__Exercise prompt__. Please write out exactly, and only, the lines from the first in the material below to the line containing "The width and height of the screenshot is (980, 406).", both included.

__Task data__.
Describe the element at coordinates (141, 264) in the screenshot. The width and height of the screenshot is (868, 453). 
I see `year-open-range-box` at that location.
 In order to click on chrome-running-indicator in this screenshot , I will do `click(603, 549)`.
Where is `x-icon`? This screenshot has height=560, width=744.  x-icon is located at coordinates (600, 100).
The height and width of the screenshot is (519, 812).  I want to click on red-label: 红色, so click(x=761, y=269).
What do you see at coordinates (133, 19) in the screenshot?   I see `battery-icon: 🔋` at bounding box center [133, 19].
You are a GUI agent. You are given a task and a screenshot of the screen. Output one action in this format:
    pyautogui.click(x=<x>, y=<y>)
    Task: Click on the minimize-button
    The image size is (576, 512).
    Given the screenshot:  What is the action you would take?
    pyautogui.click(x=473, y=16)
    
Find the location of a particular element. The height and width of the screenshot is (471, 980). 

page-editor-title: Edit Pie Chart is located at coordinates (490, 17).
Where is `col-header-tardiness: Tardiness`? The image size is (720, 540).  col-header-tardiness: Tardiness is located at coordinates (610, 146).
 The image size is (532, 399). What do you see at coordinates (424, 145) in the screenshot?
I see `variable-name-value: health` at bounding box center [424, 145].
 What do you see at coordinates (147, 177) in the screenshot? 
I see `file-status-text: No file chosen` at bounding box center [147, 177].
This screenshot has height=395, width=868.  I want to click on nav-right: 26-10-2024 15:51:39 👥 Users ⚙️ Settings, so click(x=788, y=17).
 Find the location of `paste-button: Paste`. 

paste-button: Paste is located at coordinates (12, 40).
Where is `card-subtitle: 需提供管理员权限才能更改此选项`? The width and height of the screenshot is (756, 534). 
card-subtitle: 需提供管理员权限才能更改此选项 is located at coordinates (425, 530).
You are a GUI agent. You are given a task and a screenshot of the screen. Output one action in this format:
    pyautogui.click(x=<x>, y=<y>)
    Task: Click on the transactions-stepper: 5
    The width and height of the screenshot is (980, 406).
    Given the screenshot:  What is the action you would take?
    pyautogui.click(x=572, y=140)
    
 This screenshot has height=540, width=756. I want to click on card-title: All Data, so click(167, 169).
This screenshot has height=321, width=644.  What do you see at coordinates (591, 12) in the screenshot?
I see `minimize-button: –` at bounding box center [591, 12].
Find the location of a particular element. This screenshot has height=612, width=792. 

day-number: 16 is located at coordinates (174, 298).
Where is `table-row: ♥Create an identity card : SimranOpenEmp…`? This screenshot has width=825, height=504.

__Output__.
Describe the element at coordinates (141, 264) in the screenshot. The width and height of the screenshot is (868, 453). 
I see `year-open-range-box` at that location.
 In order to click on chrome-running-indicator in this screenshot , I will do `click(603, 549)`.
Where is `x-icon`? This screenshot has height=560, width=744.  x-icon is located at coordinates (600, 100).
The height and width of the screenshot is (519, 812).  I want to click on red-label: 红色, so click(x=761, y=269).
What do you see at coordinates (133, 19) in the screenshot?   I see `battery-icon: 🔋` at bounding box center [133, 19].
You are a GUI agent. You are given a task and a screenshot of the screen. Output one action in this format:
    pyautogui.click(x=<x>, y=<y>)
    Task: Click on the minimize-button
    The image size is (576, 512).
    Given the screenshot:  What is the action you would take?
    pyautogui.click(x=473, y=16)
    
Find the location of a particular element. The height and width of the screenshot is (471, 980). 

page-editor-title: Edit Pie Chart is located at coordinates (490, 17).
Where is `col-header-tardiness: Tardiness`? The image size is (720, 540).  col-header-tardiness: Tardiness is located at coordinates (610, 146).
 The image size is (532, 399). What do you see at coordinates (424, 145) in the screenshot?
I see `variable-name-value: health` at bounding box center [424, 145].
 What do you see at coordinates (147, 177) in the screenshot? 
I see `file-status-text: No file chosen` at bounding box center [147, 177].
This screenshot has height=395, width=868.  I want to click on nav-right: 26-10-2024 15:51:39 👥 Users ⚙️ Settings, so click(x=788, y=17).
 Find the location of `paste-button: Paste`. 

paste-button: Paste is located at coordinates (12, 40).
Where is `card-subtitle: 需提供管理员权限才能更改此选项`? The width and height of the screenshot is (756, 534). 
card-subtitle: 需提供管理员权限才能更改此选项 is located at coordinates (425, 530).
You are a GUI agent. You are given a task and a screenshot of the screen. Output one action in this format:
    pyautogui.click(x=<x>, y=<y>)
    Task: Click on the transactions-stepper: 5
    The width and height of the screenshot is (980, 406).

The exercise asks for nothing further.